Oregon's health-insurance enrollment website was never launched to the general public. State officials have blamed Oracle, but the company says the state's bad management is responsible.
Gov. John Kitzhaber has called for the state to sue Oracle and recover some of the $134 million it has already paid to the Redwood City, California, company.
In June, Oregon issued legal demands for documents that could become evidence in a possible lawsuit against Oracle under the state's False Claims Act.
"The governor is aware of the lawsuit and isn't surprised by it," Melissa Navas, a spokeswoman for Kitzhaber, said in a statement. "The state fully expected to end up in litigation over Oracle's failure to deliver."
Lawyers at the state Department of Justice were reviewing the lawsuit, spokeswoman Kristina Edmunson said. "We will continue to pursue all legal options," she said.
Oracle declined to comment.
The lawsuit lays out Oracle's side of the Cover Oregon fiasco in the most detailed terms yet.
The company says the project became a victim of bureaucratic infighting between two state agencies responsible for both the Cover Oregon website and a separate effort to modernize a complex state computer system.
It says state officials were unable to define requirements for the Cover Oregon system, an essential early step, and even went on a 60-day "retreat" to develop them but "returned empty-handed." State officials continued making requests for changes in the crucial final weeks before the website was supposed to launch in October 2013, the lawsuit alleges.
Then-executive director Rocky King was more concerned about the website's look than its function, the lawsuit alleges. It quotes from an email he sent in late September: "If the road is going to be bumpy, let me at least be driving a good looking car."
The lawsuit also faults the state's decision not to hire a systems integrator, who works as a sort of general contractor to coordinate and direct the work of multiple technology vendors. With the state acting in that capacity, the lawsuit says, Oracle programmers were at the whims of indecisive and warring state managers.
The website's problems have become a political liability for Kitzhaber, a Democrat who has built a national reputation as a healthcare reformer. His Republican rival, state Rep. Dennis Richardson, has used the Cover Oregon fiasco to argue that Kitzhaber is an ineffective manager and a poor steward of public funds.
Kitzhaber responded by firing several state managers, in some cases with a hefty severance, and blaming Oracle for work he's called subpar. Oracle's lawsuit repeatedly refers to Kitzhaber's statements as "slander." Even as Kitzhaber was publicly scolding the technology giant, Cover Oregon managers continued seeking assistance from Oracle programmers.
"Oracle gave that help for many months, in spite of the public excoriation, because it was committed to helping Cover Oregon complete the project and because Cover Oregon repeatedly promised to pay Oracle for its services," the lawsuit says. "In the end, though, Cover Oregon reneged on its promises, thus prompting this lawsuit."
Instead of signing up for health insurance in one sitting, Oregonians had to use a hybrid paper-online process that was costly and slow, and the state had to hire more than 400 workers to help them. Altogether, about $250 million in federal funds has been spent on Oregon's exchange, including technology development, salaries, advertising and rent.
Despite the exchange's technology woes, about 454,500 Oregonians have enrolled in coverage through Cover Oregon using the hybrid process. An estimated 97,000 of those enrolled in private health plans, while about 357,500 enrolled in the Oregon Health Plan, the state's version of Medicaid.
Earlier this year, the state decided to stop building the Oracle website and transition to the federally run enrollment website.
The FBI and the federal Government Accountability Office are also investigating Oregon's exchange problems.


• Exercise instructions
Check each line of the material below, and copy it if it holds the string "wall".
◇ ◇ ◇ ◇
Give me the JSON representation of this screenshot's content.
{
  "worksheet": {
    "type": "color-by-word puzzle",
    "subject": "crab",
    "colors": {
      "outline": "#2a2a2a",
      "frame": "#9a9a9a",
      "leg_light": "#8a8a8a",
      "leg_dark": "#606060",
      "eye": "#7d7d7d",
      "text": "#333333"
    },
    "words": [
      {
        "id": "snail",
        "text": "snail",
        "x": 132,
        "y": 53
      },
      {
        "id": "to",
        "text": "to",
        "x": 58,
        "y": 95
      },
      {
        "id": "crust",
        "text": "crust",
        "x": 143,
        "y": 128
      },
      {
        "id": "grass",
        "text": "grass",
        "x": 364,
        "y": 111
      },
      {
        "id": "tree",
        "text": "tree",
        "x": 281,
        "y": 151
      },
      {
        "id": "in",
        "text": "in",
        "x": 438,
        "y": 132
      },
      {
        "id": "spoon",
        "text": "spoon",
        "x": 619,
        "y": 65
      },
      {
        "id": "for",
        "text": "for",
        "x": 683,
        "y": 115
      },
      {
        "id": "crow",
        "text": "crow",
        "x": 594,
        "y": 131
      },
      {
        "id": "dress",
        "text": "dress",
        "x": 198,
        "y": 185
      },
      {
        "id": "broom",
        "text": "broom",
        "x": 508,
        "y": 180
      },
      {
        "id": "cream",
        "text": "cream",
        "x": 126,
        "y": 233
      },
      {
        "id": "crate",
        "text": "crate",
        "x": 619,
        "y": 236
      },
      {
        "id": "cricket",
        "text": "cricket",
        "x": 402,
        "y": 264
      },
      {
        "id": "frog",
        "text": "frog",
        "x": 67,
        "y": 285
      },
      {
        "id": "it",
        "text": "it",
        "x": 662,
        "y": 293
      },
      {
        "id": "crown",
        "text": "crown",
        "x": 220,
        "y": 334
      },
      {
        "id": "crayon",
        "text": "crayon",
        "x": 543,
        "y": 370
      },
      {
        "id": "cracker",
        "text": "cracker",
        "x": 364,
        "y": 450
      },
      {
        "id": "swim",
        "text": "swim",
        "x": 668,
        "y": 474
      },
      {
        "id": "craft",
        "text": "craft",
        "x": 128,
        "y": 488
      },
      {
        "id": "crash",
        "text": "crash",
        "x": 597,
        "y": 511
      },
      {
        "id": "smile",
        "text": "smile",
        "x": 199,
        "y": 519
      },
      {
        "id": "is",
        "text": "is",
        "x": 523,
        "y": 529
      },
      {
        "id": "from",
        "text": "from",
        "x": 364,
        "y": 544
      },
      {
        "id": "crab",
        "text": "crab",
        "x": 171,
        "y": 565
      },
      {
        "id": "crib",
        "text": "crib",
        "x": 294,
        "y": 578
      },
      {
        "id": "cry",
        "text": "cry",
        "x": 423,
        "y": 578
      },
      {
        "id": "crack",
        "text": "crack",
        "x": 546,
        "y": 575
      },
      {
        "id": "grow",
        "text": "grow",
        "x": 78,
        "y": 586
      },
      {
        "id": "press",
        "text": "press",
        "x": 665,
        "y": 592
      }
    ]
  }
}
◇ ◇ ◇ ◇
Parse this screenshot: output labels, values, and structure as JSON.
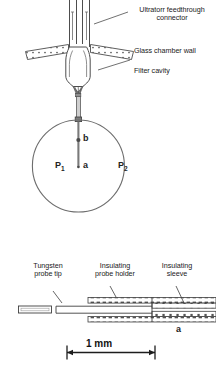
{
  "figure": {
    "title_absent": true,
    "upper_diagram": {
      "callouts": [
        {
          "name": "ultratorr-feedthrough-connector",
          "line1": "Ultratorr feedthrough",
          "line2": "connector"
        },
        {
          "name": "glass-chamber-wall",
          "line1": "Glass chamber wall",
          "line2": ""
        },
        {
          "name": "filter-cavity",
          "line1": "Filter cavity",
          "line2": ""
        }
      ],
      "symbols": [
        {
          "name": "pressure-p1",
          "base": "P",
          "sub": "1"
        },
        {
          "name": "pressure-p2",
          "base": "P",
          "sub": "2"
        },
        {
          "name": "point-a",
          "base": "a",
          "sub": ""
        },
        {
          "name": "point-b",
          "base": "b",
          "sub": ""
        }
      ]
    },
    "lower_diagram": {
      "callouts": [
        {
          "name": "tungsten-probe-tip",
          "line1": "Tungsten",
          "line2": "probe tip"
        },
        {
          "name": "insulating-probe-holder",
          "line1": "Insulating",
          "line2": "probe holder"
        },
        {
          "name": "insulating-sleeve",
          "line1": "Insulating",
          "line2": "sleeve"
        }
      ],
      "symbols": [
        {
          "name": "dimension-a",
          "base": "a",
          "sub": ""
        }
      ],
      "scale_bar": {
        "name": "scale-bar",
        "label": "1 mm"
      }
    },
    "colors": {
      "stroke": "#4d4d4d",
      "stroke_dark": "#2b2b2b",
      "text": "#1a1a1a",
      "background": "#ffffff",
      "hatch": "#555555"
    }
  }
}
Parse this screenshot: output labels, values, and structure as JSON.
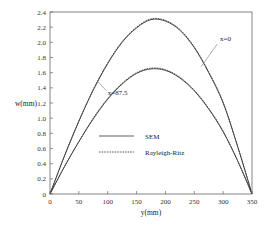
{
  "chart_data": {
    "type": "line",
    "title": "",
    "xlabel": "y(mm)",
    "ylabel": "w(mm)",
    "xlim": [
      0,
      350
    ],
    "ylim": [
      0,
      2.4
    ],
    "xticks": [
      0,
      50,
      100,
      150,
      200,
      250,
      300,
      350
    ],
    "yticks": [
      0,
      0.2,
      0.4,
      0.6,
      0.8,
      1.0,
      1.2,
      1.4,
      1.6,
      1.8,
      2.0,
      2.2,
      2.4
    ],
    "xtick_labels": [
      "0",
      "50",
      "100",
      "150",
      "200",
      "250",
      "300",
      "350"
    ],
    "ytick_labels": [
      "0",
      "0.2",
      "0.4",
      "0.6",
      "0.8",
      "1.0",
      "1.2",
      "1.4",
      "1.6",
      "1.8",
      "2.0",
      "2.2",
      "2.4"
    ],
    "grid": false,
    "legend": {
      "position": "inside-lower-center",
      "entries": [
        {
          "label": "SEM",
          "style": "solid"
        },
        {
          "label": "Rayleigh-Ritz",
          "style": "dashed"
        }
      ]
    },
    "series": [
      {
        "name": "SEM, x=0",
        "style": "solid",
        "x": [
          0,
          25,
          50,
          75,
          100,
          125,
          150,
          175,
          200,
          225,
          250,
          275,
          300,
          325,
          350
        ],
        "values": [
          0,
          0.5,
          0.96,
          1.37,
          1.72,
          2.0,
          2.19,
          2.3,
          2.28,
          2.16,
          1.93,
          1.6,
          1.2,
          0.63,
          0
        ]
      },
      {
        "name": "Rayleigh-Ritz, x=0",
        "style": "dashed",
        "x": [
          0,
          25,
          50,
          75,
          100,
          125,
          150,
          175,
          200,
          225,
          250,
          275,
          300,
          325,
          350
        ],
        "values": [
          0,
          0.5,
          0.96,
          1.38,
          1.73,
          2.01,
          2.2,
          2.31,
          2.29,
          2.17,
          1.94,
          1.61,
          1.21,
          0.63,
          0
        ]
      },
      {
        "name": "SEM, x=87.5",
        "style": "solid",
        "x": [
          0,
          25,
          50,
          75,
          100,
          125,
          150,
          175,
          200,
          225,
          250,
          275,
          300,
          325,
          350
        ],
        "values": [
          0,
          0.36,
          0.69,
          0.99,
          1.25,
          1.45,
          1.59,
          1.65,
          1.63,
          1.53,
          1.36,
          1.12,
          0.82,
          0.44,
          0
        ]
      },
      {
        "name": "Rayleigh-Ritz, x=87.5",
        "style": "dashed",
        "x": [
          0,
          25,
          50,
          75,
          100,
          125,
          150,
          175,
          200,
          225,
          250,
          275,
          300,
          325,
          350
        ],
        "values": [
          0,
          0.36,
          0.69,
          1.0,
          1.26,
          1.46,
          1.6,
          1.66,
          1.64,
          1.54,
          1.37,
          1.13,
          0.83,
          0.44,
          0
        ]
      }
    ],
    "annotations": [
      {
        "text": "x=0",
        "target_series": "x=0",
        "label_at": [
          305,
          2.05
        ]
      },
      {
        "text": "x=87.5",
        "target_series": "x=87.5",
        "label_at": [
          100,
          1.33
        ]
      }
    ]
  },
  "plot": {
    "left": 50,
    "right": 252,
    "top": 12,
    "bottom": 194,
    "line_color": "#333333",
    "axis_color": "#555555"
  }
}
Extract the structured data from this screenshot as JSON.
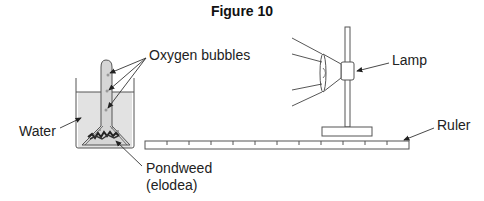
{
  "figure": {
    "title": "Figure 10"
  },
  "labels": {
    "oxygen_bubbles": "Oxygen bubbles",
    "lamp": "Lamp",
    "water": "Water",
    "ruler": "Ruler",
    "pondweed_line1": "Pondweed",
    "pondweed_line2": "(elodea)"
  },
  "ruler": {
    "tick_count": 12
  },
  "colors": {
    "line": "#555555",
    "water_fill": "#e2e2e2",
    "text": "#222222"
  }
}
◇ ◇ ◇ ◇
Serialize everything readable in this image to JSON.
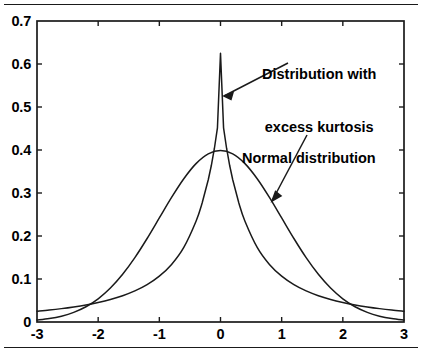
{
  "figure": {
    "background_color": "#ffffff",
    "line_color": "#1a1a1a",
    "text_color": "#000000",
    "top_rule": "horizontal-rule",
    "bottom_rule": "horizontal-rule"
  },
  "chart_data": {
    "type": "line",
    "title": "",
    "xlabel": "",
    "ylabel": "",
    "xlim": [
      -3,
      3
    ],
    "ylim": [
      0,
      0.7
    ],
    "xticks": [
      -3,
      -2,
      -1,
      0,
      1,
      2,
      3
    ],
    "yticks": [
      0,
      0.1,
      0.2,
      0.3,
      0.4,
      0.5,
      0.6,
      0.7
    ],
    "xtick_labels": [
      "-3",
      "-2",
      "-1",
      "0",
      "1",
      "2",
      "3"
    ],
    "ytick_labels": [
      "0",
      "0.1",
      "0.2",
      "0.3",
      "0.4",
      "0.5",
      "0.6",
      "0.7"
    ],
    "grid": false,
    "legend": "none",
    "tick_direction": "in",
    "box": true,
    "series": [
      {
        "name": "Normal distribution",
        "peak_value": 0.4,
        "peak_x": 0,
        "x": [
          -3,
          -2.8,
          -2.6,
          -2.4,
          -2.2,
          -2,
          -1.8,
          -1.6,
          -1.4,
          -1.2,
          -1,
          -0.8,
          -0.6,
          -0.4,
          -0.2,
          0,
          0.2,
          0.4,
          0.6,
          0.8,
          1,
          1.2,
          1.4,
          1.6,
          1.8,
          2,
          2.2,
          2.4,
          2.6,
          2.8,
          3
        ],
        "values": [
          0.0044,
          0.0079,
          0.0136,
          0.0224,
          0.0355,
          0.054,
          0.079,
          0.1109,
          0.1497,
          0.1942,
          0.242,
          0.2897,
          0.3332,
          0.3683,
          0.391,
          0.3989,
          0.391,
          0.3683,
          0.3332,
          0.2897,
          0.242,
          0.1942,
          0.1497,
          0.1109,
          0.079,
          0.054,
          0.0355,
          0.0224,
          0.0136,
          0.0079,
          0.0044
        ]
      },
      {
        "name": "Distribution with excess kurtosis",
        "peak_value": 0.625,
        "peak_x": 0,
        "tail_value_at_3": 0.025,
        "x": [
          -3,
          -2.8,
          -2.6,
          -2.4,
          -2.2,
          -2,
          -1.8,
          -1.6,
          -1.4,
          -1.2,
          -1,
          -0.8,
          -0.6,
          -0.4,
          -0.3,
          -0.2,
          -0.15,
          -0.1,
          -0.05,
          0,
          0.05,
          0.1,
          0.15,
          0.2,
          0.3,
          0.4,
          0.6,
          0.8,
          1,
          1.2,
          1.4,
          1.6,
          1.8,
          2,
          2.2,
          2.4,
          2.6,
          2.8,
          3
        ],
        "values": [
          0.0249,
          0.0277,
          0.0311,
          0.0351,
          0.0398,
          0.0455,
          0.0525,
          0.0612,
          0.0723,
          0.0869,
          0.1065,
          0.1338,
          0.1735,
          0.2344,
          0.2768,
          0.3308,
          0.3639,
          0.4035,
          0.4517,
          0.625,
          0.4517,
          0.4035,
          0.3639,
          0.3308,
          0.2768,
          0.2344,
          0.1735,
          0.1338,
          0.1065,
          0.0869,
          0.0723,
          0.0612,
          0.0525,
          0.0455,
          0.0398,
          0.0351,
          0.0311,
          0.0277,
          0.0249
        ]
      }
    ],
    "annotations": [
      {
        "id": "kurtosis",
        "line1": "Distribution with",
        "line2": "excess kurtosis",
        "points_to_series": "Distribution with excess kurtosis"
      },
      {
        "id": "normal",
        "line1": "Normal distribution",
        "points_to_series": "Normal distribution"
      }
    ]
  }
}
◇ ◇ ◇ ◇
• Solution to this task
          "name": "glass-chamber-wall",
          "line1": "Glass chamber wall",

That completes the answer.